ABOUT US
The project “TransR-Trans Sex Workers Rights are Human Rights” seeks to contribute to the full exercise, acknowledgement and protection of trans sex workers’ (TSW) fundamental rights. According to evidence, trans communities still struggle to achieve equal rights and they often experience an environment that is less respectful towards them, with high levels of violence and discrimination, namely in the European contexts. Within this community, the group of trans sex workers is particularly vulnerable to social and public health harms.
Everyone is entitled to the rights to life, security and protection from violence, and these must be respected, irrespective of sexual orientation or gender identity.
All over the world trans people experience multiple forms of violence – structural, emotional, physical and sexual.Stereotypes and ignorance about the reality of the daily lives and rights of trans people perpetuate negative public attitudes and maltreatment of varying intensity; from idiotic jokes and offensive language to serious harassment and exclusion.Discrimination toward trans people is often defined as transphobia and sometimes manifests through hate crimes, including beatings, mutilation, rape and murder.
Sex work is first and foremost an income-generating activity. The International Labour Organization (ILO) estimates that sex workers support between five and eight other people with their earnings. Sex workers also contribute to the economy. Sex workers are not criminals, victims, vectors of disease, or sinners but they are equals as any other worker. However, in most countries sex work is criminalized. Decriminalization goes hand-in-hand with recognizing sex work as work and protecting the rights of sex workers through labor law, and workplace health and safety regulations. When sex work is decriminalized, sex workers can press for safer working conditions and use the justice system to seek redress for discrimination and abuse. Sex workers are more likely to live without stigma, social exclusion, or fear of violence. Even where sex work is decriminalized, the prostitution of minors and human trafficking can and should remain criminal acts.
In the night of 16th August, Vanessa Campos was murdered as she worked in the Bois de Boulogne in Paris. She was a trans woman, a migrant, and a sex worker – all identities which can make a person the target of violence in Europe, both from the state and from individuals.The murders of trans women sex workers are not rare. Vanessa’s murder comes against the political background of France’s 2016 implementation of the Nordic Model of client criminalisation, without listening to the warnings from sex workers that this would make them less safe. Campaigners in favour of the Nordic Model argued that it would increase sex workers’ safety; the evidence demonstrates exactly the opposite. Sex workers’ organisations worldwide (NSWP, ICRSE, etc), as well as NGOs such as Amnesty International and Human Rights Watch, advocate for the full decriminalisation of sex work and oppose the Nordic Model.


_Problem_.
What you return must be every line below that includes the word "Tracing".

_Figure record extracts_.
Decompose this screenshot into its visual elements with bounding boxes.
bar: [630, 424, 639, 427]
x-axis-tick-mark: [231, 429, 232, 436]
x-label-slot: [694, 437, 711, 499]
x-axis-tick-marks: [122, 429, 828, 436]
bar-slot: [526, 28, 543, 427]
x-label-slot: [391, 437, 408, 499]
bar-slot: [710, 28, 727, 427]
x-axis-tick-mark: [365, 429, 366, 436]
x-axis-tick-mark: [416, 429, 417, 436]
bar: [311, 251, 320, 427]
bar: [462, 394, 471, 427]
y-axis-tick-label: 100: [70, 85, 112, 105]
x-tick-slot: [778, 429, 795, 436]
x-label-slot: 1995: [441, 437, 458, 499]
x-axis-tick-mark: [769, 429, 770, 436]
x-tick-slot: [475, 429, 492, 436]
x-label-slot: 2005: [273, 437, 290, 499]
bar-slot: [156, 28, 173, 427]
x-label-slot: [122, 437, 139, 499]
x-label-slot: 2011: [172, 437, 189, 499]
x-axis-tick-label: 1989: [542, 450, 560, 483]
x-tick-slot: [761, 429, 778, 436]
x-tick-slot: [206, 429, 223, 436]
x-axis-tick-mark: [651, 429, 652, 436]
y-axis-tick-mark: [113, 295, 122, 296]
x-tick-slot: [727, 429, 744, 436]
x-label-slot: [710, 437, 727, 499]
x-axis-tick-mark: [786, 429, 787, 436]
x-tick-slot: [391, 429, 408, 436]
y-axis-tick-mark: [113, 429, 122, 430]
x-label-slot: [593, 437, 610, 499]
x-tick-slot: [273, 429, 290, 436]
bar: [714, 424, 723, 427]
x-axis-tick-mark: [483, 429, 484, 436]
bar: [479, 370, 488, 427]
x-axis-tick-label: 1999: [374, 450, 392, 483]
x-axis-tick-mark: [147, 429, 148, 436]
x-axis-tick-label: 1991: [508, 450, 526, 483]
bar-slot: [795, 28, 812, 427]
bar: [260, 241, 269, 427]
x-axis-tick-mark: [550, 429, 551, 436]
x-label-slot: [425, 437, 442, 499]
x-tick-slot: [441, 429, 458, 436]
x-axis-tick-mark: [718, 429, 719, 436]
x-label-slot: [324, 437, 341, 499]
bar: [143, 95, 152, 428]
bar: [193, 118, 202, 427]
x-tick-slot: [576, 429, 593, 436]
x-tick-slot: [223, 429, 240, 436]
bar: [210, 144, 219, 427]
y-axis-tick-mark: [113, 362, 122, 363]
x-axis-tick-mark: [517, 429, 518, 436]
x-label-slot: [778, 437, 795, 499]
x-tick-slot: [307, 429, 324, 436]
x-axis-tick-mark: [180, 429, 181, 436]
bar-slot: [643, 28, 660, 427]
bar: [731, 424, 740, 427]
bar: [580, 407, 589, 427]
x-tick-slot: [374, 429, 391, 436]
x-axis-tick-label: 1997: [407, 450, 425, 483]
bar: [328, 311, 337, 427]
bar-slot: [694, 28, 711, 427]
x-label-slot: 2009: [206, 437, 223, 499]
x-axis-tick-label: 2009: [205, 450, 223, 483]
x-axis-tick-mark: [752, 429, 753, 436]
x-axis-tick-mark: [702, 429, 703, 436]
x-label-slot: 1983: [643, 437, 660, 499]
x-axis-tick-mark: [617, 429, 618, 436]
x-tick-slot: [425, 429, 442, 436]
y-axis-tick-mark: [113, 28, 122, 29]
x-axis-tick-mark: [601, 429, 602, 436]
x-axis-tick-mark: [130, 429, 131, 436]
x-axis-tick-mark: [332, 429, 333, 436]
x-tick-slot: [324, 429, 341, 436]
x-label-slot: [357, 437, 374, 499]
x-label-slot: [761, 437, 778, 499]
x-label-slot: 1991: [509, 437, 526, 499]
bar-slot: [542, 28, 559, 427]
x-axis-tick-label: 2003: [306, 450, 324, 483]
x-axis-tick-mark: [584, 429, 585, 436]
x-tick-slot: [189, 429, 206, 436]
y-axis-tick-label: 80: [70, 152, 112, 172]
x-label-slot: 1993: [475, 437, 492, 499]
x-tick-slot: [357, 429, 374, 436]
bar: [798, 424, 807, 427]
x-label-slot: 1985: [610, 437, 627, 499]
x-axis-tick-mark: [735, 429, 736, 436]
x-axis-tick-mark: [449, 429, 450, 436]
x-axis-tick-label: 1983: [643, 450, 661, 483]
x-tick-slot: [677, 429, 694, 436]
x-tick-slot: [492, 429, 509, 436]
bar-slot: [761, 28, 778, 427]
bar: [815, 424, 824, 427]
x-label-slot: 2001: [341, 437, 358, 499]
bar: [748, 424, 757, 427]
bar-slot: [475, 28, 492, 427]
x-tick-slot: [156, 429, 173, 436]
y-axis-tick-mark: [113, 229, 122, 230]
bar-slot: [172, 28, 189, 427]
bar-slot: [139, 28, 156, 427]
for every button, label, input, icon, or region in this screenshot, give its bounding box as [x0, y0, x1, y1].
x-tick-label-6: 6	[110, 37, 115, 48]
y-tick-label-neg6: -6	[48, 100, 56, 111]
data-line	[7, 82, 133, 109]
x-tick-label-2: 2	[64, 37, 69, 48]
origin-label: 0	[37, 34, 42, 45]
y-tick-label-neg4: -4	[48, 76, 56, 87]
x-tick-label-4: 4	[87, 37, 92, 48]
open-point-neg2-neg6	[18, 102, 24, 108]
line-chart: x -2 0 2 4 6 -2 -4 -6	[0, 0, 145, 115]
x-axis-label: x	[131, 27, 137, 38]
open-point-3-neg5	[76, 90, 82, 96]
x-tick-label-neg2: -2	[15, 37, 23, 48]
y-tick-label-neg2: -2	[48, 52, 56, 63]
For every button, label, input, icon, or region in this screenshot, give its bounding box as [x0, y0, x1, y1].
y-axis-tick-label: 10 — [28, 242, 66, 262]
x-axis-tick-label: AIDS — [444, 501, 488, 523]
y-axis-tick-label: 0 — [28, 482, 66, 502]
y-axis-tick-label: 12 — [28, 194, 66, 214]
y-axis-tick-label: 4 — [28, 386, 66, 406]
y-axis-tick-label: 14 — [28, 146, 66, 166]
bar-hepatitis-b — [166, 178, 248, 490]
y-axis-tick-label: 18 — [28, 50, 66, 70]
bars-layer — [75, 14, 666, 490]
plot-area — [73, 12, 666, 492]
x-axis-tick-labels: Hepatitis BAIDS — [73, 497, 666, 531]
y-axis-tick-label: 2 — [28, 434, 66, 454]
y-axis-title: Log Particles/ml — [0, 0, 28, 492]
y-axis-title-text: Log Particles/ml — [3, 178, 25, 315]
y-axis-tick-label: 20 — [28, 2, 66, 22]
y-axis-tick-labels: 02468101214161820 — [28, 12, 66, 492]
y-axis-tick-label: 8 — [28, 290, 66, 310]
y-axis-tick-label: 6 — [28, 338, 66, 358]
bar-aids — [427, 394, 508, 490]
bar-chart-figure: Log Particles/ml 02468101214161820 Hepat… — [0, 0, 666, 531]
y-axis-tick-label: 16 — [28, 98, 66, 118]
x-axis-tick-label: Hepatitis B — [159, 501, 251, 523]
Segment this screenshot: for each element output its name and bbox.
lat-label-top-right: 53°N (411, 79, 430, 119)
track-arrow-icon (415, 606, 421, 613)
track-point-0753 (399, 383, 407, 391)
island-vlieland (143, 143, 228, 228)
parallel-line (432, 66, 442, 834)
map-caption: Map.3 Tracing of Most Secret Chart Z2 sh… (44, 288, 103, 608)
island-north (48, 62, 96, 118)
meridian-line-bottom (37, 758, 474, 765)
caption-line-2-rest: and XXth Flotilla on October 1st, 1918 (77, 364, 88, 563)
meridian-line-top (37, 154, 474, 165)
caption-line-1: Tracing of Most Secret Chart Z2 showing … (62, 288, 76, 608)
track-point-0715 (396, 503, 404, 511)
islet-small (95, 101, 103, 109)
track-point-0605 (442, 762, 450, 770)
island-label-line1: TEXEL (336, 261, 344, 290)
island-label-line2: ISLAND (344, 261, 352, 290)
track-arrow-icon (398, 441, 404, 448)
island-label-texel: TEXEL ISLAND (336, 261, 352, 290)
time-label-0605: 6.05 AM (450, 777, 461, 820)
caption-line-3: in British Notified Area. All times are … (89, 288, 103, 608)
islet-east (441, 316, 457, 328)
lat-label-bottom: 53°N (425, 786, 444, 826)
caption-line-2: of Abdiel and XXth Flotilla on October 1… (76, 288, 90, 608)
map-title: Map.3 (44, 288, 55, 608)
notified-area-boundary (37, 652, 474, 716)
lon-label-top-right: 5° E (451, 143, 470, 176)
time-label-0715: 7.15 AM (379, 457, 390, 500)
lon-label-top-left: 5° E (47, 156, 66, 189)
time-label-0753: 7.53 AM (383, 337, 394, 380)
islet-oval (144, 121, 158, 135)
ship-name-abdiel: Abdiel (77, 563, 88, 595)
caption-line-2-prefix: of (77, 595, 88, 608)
---
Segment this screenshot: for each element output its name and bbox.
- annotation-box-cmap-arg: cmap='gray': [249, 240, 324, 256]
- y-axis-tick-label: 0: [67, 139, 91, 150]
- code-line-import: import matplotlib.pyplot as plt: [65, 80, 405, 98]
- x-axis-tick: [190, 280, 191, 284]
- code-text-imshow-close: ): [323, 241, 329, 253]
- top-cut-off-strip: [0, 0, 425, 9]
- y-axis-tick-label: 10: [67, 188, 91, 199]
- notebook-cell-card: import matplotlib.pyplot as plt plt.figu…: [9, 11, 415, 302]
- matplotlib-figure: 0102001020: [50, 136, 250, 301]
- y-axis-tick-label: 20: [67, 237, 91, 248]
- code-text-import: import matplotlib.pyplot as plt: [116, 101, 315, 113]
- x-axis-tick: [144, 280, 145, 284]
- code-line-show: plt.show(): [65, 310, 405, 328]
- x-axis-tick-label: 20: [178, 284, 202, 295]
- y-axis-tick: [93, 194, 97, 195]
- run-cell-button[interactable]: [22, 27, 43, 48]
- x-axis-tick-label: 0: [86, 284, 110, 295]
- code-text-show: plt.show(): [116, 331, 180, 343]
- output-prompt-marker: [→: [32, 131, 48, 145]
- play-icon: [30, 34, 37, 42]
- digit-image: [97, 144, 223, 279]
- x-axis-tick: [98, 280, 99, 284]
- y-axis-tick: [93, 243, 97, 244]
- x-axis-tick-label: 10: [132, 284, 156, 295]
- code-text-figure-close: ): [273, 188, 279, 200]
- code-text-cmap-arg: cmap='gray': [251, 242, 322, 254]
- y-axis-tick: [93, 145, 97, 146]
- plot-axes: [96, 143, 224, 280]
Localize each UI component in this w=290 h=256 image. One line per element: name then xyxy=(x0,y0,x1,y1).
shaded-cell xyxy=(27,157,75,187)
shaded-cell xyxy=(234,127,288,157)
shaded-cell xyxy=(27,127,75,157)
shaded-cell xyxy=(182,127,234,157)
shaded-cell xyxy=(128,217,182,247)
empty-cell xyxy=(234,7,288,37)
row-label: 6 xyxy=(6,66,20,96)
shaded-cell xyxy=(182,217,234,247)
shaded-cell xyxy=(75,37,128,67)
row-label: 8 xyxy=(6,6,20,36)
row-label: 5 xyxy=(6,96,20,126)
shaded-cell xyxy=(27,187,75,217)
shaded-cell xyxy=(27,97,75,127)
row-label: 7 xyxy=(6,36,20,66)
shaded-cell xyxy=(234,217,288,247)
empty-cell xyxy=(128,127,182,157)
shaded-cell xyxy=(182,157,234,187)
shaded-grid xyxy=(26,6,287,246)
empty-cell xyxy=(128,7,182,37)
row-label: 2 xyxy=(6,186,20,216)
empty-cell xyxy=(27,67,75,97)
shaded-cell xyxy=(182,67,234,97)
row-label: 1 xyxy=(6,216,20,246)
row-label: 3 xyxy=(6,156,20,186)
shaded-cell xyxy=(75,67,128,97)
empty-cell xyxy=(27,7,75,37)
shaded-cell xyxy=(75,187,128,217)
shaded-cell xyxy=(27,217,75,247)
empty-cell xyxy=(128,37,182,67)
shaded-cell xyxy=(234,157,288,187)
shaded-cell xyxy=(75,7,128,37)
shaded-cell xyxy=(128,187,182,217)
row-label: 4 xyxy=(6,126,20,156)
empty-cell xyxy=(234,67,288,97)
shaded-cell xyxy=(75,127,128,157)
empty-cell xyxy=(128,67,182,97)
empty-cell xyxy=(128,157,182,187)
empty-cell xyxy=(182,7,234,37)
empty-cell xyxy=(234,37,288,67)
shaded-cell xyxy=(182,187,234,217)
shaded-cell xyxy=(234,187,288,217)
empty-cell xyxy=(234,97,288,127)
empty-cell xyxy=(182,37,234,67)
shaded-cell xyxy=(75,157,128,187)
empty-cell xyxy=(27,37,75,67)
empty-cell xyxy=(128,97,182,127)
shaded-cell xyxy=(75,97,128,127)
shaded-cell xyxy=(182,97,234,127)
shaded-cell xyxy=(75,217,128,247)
--
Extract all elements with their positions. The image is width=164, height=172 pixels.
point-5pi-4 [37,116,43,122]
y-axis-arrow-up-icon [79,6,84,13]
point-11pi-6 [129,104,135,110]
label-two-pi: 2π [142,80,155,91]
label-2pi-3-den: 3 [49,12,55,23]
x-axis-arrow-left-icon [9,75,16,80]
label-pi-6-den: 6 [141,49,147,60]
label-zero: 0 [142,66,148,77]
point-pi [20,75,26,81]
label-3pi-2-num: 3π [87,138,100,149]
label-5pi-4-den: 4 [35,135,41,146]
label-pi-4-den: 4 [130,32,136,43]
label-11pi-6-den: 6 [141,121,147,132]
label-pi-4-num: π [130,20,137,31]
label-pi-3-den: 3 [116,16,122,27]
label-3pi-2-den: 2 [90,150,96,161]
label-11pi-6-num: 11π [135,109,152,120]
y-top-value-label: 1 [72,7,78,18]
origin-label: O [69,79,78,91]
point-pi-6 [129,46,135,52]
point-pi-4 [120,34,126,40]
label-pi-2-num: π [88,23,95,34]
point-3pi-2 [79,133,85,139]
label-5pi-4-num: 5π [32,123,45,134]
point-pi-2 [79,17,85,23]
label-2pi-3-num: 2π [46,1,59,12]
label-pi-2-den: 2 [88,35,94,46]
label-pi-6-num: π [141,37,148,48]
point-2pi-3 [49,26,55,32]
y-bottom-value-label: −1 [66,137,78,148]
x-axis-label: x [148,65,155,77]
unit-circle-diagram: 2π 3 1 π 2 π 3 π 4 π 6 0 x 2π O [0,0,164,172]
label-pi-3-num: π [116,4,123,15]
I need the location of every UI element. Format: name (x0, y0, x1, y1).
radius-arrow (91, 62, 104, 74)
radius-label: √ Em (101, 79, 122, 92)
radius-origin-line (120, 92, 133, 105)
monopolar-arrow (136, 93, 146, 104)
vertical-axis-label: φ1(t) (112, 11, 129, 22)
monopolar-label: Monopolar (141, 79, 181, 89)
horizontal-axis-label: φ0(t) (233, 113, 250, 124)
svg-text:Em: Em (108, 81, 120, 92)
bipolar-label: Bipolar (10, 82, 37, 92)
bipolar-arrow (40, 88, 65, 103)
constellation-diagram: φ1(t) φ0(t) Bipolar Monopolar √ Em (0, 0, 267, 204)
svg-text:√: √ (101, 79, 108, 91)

_Exercise response_.
map-caption: Map.3 Tracing of Most Secret Chart Z2 sh… (44, 288, 103, 608)
caption-line-1: Tracing of Most Secret Chart Z2 showing … (62, 288, 76, 608)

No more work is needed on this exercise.